Liverpool's Summer Overhaul: New Era Begins with Diomande and Fernandes
Liverpool’s summer overhaul is accelerating, and the picture is starting to sharpen.
Andoni Iraola is expected to be confirmed as the new man in the Anfield dugout this week, replacing Arne Slot and ushering in a very different era on Merseyside. Around him, the squad is being stripped back and rebuilt at speed.
Salah gone. Robertson gone. Konaté gone. Three of the loudest voices in the dressing room, three pillars of the recent Liverpool cycle, all moving on. The void is enormous – in leadership, in experience, in pure quality.
The response has to be just as big.
Diomande says yes – now Liverpool must pay
One of the first marquee answers could be Yan Diomande.
According to French journalist Santi Aouna, the RB Leipzig winger has already given the green light to a move to Liverpool – and to Paris Saint-Germain – ahead of the transfer window opening on June 15. At 19, Diomande is not just another prospect. He is the headline name on Liverpool’s shortlist to succeed Mohamed Salah on that right flank.
His numbers in his breakthrough campaign for Leipzig tell you why he sits at the top of the list: 13 goals and 10 assists in 36 appearances in the Bundesliga and across competitions. End product, pace, and the kind of fearlessness that tends to travel well to elite clubs.
Leipzig know exactly what they have. One journalist has suggested they value him at up to €120m (£104m), a fee that plants him firmly in the “superstar” bracket and tests how far Liverpool are prepared to go in this new cycle.
Diomande’s approval removes one obstacle. The real fight now lies between Liverpool and PSG to strike a deal with Leipzig.
Attack under strain, defence reshaped
Liverpool’s need in attack is acute.
Salah’s departure would have been enough on its own, but Hugo Ekitike’s ruptured Achilles – an injury that could rule him out until 2027 – strips away another option. Depth and top-level quality in the final third are suddenly thin, and the 2025-26 season already carries a warning: relying on the fitness of club-record signing Alexander Isak is a gamble they can no longer afford to take.
This is not a tweak. It is a rebuild of the forward line.
At the back, the work has already started. Jeremy Jacquet is on his way to Merseyside after Liverpool agreed a £60m deal for the centre-back in January, a move that will formally go through this summer. Left-back is also under review, with Milos Kerkez and Kostas Tsimikas the current options as Iraola assesses how he wants his back line to look.
The sense is clear: this is Iraola’s Liverpool, and it will be constructed quickly.
Liverpool step into United’s chase for Mateus Fernandes
The reshaping will not stop with the front line.
In midfield, Liverpool are ready to walk straight into one of the summer’s most intriguing transfer battles. Manchester United, fresh from securing Champions League football, have been positioning themselves as favourites to sign West Ham United’s Mateus Fernandes. Now they have company.
The Portugal international has the go-ahead to leave West Ham after their relegation, determined not to drop into the Championship. Across a bruising campaign, he stood out as one of the Irons’ best performers in the Premier League – just as he did in the previous season with Southampton.
Two straight relegations on his CV, yet two seasons of high praise. At 21, Fernandes has emerged from both struggling sides as arguably their standout player, his reputation somehow enhanced by the chaos around him.
United’s pitch is obvious. The chance to link up with Bruno Fernandes at Old Trafford carries a strong pull, and they have long been viewed as frontrunners. But TEAMtalk report that Liverpool are “ones to watch” in what could become a fierce, multi-club contest.
West Ham want £80m for their star asset. Interested clubs, though, are expected to open closer to £60m. Arsenal and Paris Saint-Germain have already made contact, adding further weight to a market that rarely forgives hesitation.
Liverpool, then, find themselves at the heart of two major transfer fights – one for the heir to Salah’s throne, another for a young midfielder hardened by adversity.
A new manager, a stripped-back core, and a fanbase that has grown used to competing for everything. The question now is not whether Liverpool will change this summer, but how bold they are prepared to be in shaping what comes next.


## TASK DIRECTIONS:
Go through the data and copy every line exactly, but not the images.

Records from a dataset:
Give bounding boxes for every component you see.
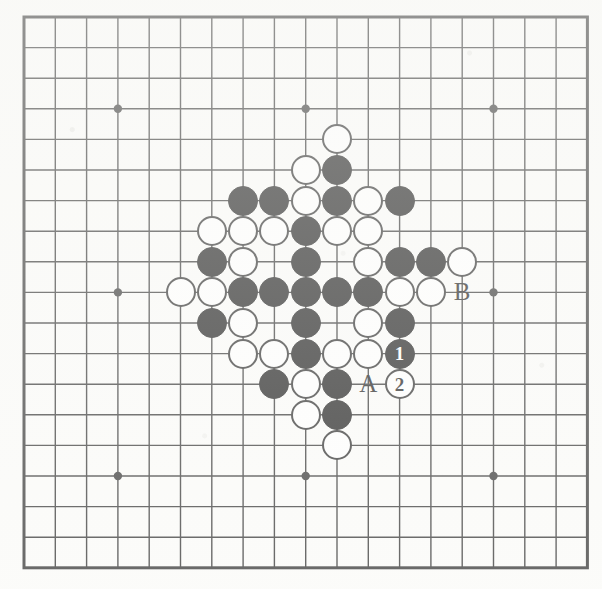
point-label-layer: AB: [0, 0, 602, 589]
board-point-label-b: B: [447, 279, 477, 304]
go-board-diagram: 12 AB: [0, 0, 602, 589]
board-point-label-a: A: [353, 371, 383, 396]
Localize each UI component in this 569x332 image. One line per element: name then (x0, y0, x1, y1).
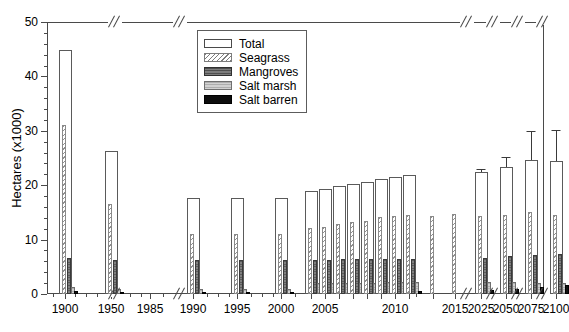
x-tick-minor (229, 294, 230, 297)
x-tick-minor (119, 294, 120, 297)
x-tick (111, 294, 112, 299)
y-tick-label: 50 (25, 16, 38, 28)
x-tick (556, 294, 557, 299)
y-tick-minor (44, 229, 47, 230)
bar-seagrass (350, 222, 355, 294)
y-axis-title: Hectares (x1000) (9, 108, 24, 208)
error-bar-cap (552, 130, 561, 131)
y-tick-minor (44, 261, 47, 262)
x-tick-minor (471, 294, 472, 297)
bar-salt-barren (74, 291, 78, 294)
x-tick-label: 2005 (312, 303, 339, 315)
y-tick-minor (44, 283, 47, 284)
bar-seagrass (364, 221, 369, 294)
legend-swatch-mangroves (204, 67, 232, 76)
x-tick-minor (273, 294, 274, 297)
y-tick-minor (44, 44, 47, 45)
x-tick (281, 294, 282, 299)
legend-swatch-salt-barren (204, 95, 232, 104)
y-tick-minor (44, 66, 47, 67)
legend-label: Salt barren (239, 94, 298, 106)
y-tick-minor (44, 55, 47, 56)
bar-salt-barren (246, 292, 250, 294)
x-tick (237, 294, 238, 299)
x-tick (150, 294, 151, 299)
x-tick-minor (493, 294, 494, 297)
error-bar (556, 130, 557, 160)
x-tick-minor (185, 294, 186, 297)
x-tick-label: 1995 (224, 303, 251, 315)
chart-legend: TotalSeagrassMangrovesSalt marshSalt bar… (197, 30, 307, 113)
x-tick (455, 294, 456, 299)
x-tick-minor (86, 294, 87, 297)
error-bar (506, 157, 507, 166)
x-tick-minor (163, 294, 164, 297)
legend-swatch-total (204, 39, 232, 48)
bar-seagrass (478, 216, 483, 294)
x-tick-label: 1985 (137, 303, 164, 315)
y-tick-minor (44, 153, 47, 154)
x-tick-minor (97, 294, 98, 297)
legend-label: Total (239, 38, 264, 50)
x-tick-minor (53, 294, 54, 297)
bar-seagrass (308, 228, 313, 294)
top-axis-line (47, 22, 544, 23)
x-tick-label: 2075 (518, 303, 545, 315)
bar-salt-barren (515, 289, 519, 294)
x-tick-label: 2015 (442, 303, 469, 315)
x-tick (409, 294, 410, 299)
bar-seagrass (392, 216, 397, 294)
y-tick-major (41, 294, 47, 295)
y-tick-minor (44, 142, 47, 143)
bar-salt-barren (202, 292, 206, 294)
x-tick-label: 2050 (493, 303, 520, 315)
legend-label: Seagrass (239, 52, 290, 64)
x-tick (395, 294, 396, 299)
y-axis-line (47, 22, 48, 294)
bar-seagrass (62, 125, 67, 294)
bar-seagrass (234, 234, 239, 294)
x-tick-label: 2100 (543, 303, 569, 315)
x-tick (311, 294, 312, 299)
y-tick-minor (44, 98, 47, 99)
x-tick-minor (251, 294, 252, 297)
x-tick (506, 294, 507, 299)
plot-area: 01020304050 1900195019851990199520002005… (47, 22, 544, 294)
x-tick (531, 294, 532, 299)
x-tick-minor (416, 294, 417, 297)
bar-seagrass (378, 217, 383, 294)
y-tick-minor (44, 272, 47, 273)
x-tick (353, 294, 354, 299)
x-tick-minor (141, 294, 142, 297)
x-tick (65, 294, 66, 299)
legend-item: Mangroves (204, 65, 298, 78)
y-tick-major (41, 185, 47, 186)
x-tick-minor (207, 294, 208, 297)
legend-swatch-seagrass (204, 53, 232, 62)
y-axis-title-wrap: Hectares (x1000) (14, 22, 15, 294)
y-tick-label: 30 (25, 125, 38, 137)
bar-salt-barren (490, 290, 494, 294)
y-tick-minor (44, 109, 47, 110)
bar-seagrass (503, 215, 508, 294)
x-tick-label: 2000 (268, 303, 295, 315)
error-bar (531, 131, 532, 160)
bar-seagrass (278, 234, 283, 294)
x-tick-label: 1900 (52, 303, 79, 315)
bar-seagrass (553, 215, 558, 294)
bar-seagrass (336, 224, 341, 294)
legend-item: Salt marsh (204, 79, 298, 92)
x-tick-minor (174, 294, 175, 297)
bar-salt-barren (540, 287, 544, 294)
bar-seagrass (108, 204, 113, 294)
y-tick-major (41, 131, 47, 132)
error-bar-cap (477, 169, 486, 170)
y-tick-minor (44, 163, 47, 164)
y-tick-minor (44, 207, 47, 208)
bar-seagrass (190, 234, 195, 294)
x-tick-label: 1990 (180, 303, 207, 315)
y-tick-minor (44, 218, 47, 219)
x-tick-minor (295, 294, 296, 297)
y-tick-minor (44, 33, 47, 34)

## REPLY TO THE EXERCISE:
Give bounding boxes for every component you see.
point-label-layer: AB: [0, 0, 602, 589]
board-point-label-b: B: [447, 279, 477, 304]
go-board-diagram: 12 AB: [0, 0, 602, 589]
board-point-label-a: A: [353, 371, 383, 396]
Localize each UI component in this 569x332 image. One line per element: name then (x0, y0, x1, y1).
x-tick-minor (229, 294, 230, 297)
x-tick-minor (119, 294, 120, 297)
x-tick (111, 294, 112, 299)
y-tick-label: 50 (25, 16, 38, 28)
x-tick (556, 294, 557, 299)
y-tick-minor (44, 229, 47, 230)
bar-seagrass (350, 222, 355, 294)
y-axis-title: Hectares (x1000) (9, 108, 24, 208)
error-bar-cap (552, 130, 561, 131)
y-tick-minor (44, 261, 47, 262)
x-tick-minor (471, 294, 472, 297)
bar-salt-barren (74, 291, 78, 294)
x-tick-label: 2005 (312, 303, 339, 315)
y-tick-minor (44, 283, 47, 284)
bar-seagrass (364, 221, 369, 294)
legend-swatch-mangroves (204, 67, 232, 76)
x-tick-minor (273, 294, 274, 297)
y-tick-minor (44, 44, 47, 45)
x-tick (281, 294, 282, 299)
legend-swatch-salt-barren (204, 95, 232, 104)
y-tick-minor (44, 66, 47, 67)
legend-label: Salt barren (239, 94, 298, 106)
y-tick-minor (44, 55, 47, 56)
bar-salt-barren (246, 292, 250, 294)
x-tick (237, 294, 238, 299)
x-tick (150, 294, 151, 299)
x-tick-minor (493, 294, 494, 297)
error-bar (556, 130, 557, 160)
x-tick-minor (185, 294, 186, 297)
x-tick-label: 1995 (224, 303, 251, 315)
chart-legend: TotalSeagrassMangrovesSalt marshSalt bar… (197, 30, 307, 113)
x-tick (455, 294, 456, 299)
x-tick-minor (86, 294, 87, 297)
error-bar (506, 157, 507, 166)
x-tick-minor (163, 294, 164, 297)
legend-swatch-total (204, 39, 232, 48)
bar-seagrass (478, 216, 483, 294)
x-tick-label: 1985 (137, 303, 164, 315)
y-tick-minor (44, 153, 47, 154)
x-tick-minor (97, 294, 98, 297)
legend-label: Total (239, 38, 264, 50)
x-tick-minor (53, 294, 54, 297)
bar-seagrass (308, 228, 313, 294)
top-axis-line (47, 22, 544, 23)
x-tick-label: 2075 (518, 303, 545, 315)
bar-salt-barren (515, 289, 519, 294)
x-tick-label: 2015 (442, 303, 469, 315)
x-tick (409, 294, 410, 299)
bar-seagrass (392, 216, 397, 294)
y-tick-major (41, 294, 47, 295)
y-tick-minor (44, 142, 47, 143)
bar-salt-barren (202, 292, 206, 294)
x-tick-label: 2050 (493, 303, 520, 315)
legend-label: Seagrass (239, 52, 290, 64)
x-tick (395, 294, 396, 299)
y-axis-line (47, 22, 48, 294)
bar-seagrass (62, 125, 67, 294)
bar-seagrass (234, 234, 239, 294)
x-tick-label: 2100 (543, 303, 569, 315)
x-tick (311, 294, 312, 299)
y-tick-minor (44, 98, 47, 99)
x-tick-minor (251, 294, 252, 297)
x-tick (506, 294, 507, 299)
plot-area: 01020304050 1900195019851990199520002005… (47, 22, 544, 294)
x-tick (531, 294, 532, 299)
x-tick-minor (416, 294, 417, 297)
bar-seagrass (378, 217, 383, 294)
y-tick-minor (44, 272, 47, 273)
x-tick (353, 294, 354, 299)
x-tick-minor (141, 294, 142, 297)
x-tick (65, 294, 66, 299)
legend-item: Mangroves (204, 65, 298, 78)
y-tick-major (41, 185, 47, 186)
x-tick-minor (207, 294, 208, 297)
legend-swatch-seagrass (204, 53, 232, 62)
y-axis-title-wrap: Hectares (x1000) (14, 22, 15, 294)
y-tick-label: 30 (25, 125, 38, 137)
bar-salt-barren (490, 290, 494, 294)
y-tick-minor (44, 109, 47, 110)
bar-seagrass (503, 215, 508, 294)
x-tick-label: 2000 (268, 303, 295, 315)
error-bar (531, 131, 532, 160)
bar-seagrass (278, 234, 283, 294)
x-tick-label: 1900 (52, 303, 79, 315)
bar-seagrass (553, 215, 558, 294)
bar-seagrass (336, 224, 341, 294)
legend-item: Salt marsh (204, 79, 298, 92)
x-tick-minor (174, 294, 175, 297)
bar-salt-barren (540, 287, 544, 294)
bar-seagrass (108, 204, 113, 294)
y-tick-major (41, 131, 47, 132)
error-bar-cap (477, 169, 486, 170)
y-tick-minor (44, 163, 47, 164)
y-tick-minor (44, 207, 47, 208)
bar-seagrass (190, 234, 195, 294)
x-tick-label: 1990 (180, 303, 207, 315)
y-tick-minor (44, 218, 47, 219)
x-tick-minor (295, 294, 296, 297)
y-tick-minor (44, 33, 47, 34)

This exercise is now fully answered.